Get Lively with GeriJoy and SmartBells
By Guest Commentary
Updated Fri August 23, 2013
Editor's note: Below is a report from the 10th Annual Silicon Valley Boomer Venture Summit to help providers think outside the box of traditional home medical equipment.
The 10th Annual Silicon Valley Boomer Venture Summit was a two-day conference at Santa Clara University in Silicon Valley on June 25-26 put on by Mary Furlong, Ed. D., a leading authority on baby boomers (author of “Turning Silver into Gold”), a serial entrepreneur, and a professor in the Graduate School of Business. The conference brings together venture capitalists and other investors with entrepreneurs, promoting cutting edge services and products for the aging baby boomer.
Trends
“Aging in place” was a common buzzword. Internet or smartphone-based devices/services, along with sophisticated home monitoring equipment, seemed to be everywhere. Besides the numerous investors and venture capitalists, there were representatives from Google, Yahoo, Macromedia, Comcast Ventures, United Healthcare, AARP, Kaiser Permanente and Blue Cross/Blue Shield looking for investment opportunities and potential acquisitions. There was not much new in the way of respiratory products or traditional home medical equipment.
New products/services
Jobscout - An interactive website to help teach Internet job-finding skills to baby boomers who are working longer.
Caring.com - A national directory of more than 75,000 homecare facilities and services, including assisted living, day care, home health agencies, memory care and hospices with user ratings. It's like Zagat ratings for home care.
Eldercare resources - A gentleman I spoke with had purchased the rights for this Internet listing service for northern California, which will also include listings of local DME companies for a monthly fee.
Carevium - Software to help with patient referral and care management with mobile apps for senior living centers, home nursing agencies and families.
Kickstart Walking Systems - A wearable medical device that helps stroke survivors and people with other neurological conditions regain the ability to walk.
Silver Ride - A transportation, accompaniment and courier service for seniors.
GeriJoy - A virtual, interactive pet on a handheld computer to help combat loneliness and depression. It responds when you pet it and has conversations with you, all of which is monitored by the company staff.
GrandCare Systems - A computer-based home monitoring system with a touch-screen device to monitor blood pressure, activity and medications. It also allows for social networking on Facebook, Twitter and other sites.
Lively - A service using devices with passive motion sensors placed around the house to monitor a senior's routines like activity, meals and taking medication. It includes a newsletter every two weeks with photos and short messages from their family.
SmartBells - A hand-held, ring-shaped exercise device said to be the opposite of a dumbell to help with stretching and movement. It includes a holder for a smartphone to access a video app that guides you through exercise routines.
In the works
Some products and services not yet on the market but looking for financing (a $10,000 prize was offered for the best business plan with 5-minute presentations to a panel of venture capitalists):
OpenPlacement - An Internet-based tool to assist discharge planners, professionals and family members in dealing with care transition by matching facility openings, services, cost and user ratings with prospective patients. No longer will discharge planners have to give the family a list of local facilities for them to research and select with a day or two notice.
Q-Medic - A wristband smart PERS (personal emergency response system) device with a gyroscope, an altimeter and air pressure sensor that can monitor physical activity, sleep and falls 24 hours a day. It has a one year battery life. The PERS units available now with a push button have a high failure rate since seniors either don't wear them because of their short battery life or they don't push them when they fall because they don't want anyone to know. The largest company in the field has a device that automatically alerts for falls but has a high rate of false positives.
Chemopatch - A new design for a low-cost patch for subcutaneous infusion (under not through the skin) of cancer chemotherapy drugs.
Emergency Link - A smartcard that allows you to store medical information and includes an emergency response service.
Resido Medical - A device worn on the wrist to help the millions of Medicare patients reduce essential tremors, different from Parkinson's Disease, without drugs or brain surgery. Drug therapy has only about a 50% success rate due to low effectiveness and side effects. Many patients are resistant to awake-brain surgery. This company won the $10,000 prize.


Go through the listing below and gather every line with the word "xlabel".

Supplied material Block Start

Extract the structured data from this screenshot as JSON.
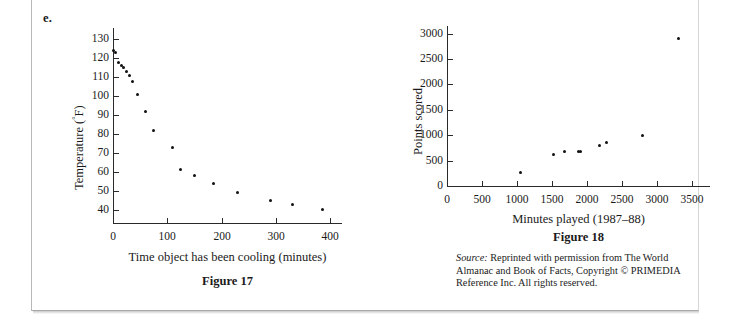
{
  "page": {
    "item_letter": "e."
  },
  "source_note": {
    "label": "Source:",
    "text": "Reprinted with permission from The World Almanac and Book of Facts, Copyright © PRIMEDIA Reference Inc. All rights reserved."
  },
  "chart_data": [
    {
      "id": "figure-17",
      "type": "scatter",
      "title": "Figure 17",
      "xlabel": "Time object has been cooling (minutes)",
      "ylabel": "Temperature (°F)",
      "xlim": [
        0,
        420
      ],
      "ylim": [
        33,
        136
      ],
      "xticks": [
        0,
        100,
        200,
        300,
        400
      ],
      "yticks": [
        40,
        50,
        60,
        70,
        80,
        90,
        100,
        110,
        120,
        130
      ],
      "grid": false,
      "legend": null,
      "x": [
        0,
        5,
        10,
        15,
        20,
        25,
        30,
        35,
        45,
        60,
        75,
        110,
        125,
        150,
        185,
        230,
        290,
        330,
        385
      ],
      "y": [
        124,
        123,
        118,
        116,
        115,
        113,
        111,
        108,
        101,
        92,
        82,
        73,
        61,
        58,
        54,
        49,
        45,
        43,
        40
      ],
      "points": [
        {
          "x": 0,
          "y": 124
        },
        {
          "x": 5,
          "y": 123
        },
        {
          "x": 10,
          "y": 118
        },
        {
          "x": 15,
          "y": 116
        },
        {
          "x": 20,
          "y": 115
        },
        {
          "x": 25,
          "y": 113
        },
        {
          "x": 30,
          "y": 111
        },
        {
          "x": 35,
          "y": 108
        },
        {
          "x": 45,
          "y": 101
        },
        {
          "x": 60,
          "y": 92
        },
        {
          "x": 75,
          "y": 82
        },
        {
          "x": 110,
          "y": 73
        },
        {
          "x": 125,
          "y": 61
        },
        {
          "x": 150,
          "y": 58
        },
        {
          "x": 185,
          "y": 54
        },
        {
          "x": 230,
          "y": 49
        },
        {
          "x": 290,
          "y": 45
        },
        {
          "x": 330,
          "y": 43
        },
        {
          "x": 385,
          "y": 40
        }
      ]
    },
    {
      "id": "figure-18",
      "type": "scatter",
      "title": "Figure 18",
      "xlabel": "Minutes played (1987–88)",
      "ylabel": "Points scored",
      "xlim": [
        0,
        3750
      ],
      "ylim": [
        0,
        3150
      ],
      "xticks": [
        0,
        500,
        1000,
        1500,
        2000,
        2500,
        3000,
        3500
      ],
      "yticks": [
        0,
        500,
        1000,
        1500,
        2000,
        2500,
        3000
      ],
      "grid": false,
      "legend": null,
      "x": [
        1050,
        1520,
        1680,
        1880,
        1910,
        2180,
        2280,
        2800,
        3320
      ],
      "y": [
        270,
        620,
        670,
        670,
        680,
        800,
        850,
        1000,
        2900
      ],
      "points": [
        {
          "x": 1050,
          "y": 270
        },
        {
          "x": 1520,
          "y": 620
        },
        {
          "x": 1680,
          "y": 670
        },
        {
          "x": 1880,
          "y": 670
        },
        {
          "x": 1910,
          "y": 680
        },
        {
          "x": 2180,
          "y": 800
        },
        {
          "x": 2280,
          "y": 850
        },
        {
          "x": 2800,
          "y": 1000
        },
        {
          "x": 3320,
          "y": 2900
        }
      ]
    }
  ],
  "figure17": {
    "xtick_labels": [
      "0",
      "100",
      "200",
      "300",
      "400"
    ],
    "ytick_labels": [
      "40",
      "50",
      "60",
      "70",
      "80",
      "90",
      "100",
      "110",
      "120",
      "130"
    ],
    "xlabel": "Time object has been cooling (minutes)",
    "ylabel_main": "Temperature (",
    "ylabel_deg": "°",
    "ylabel_tail": "F)",
    "caption": "Figure 17"
  },
  "figure18": {
    "xtick_labels": [
      "0",
      "500",
      "1000",
      "1500",
      "2000",
      "2500",
      "3000",
      "3500"
    ],
    "ytick_labels": [
      "0",
      "500",
      "1000",
      "1500",
      "2000",
      "2500",
      "3000"
    ],
    "xlabel": "Minutes played (1987–88)",
    "ylabel": "Points scored",
    "caption": "Figure 18"
  }
}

Supplied material Block End

Problem solution:
      "xlabel": "Time object has been cooling (minutes)",
      "xlabel": "Minutes played (1987–88)",
    "xlabel": "Time object has been cooling (minutes)",
    "xlabel": "Minutes played (1987–88)",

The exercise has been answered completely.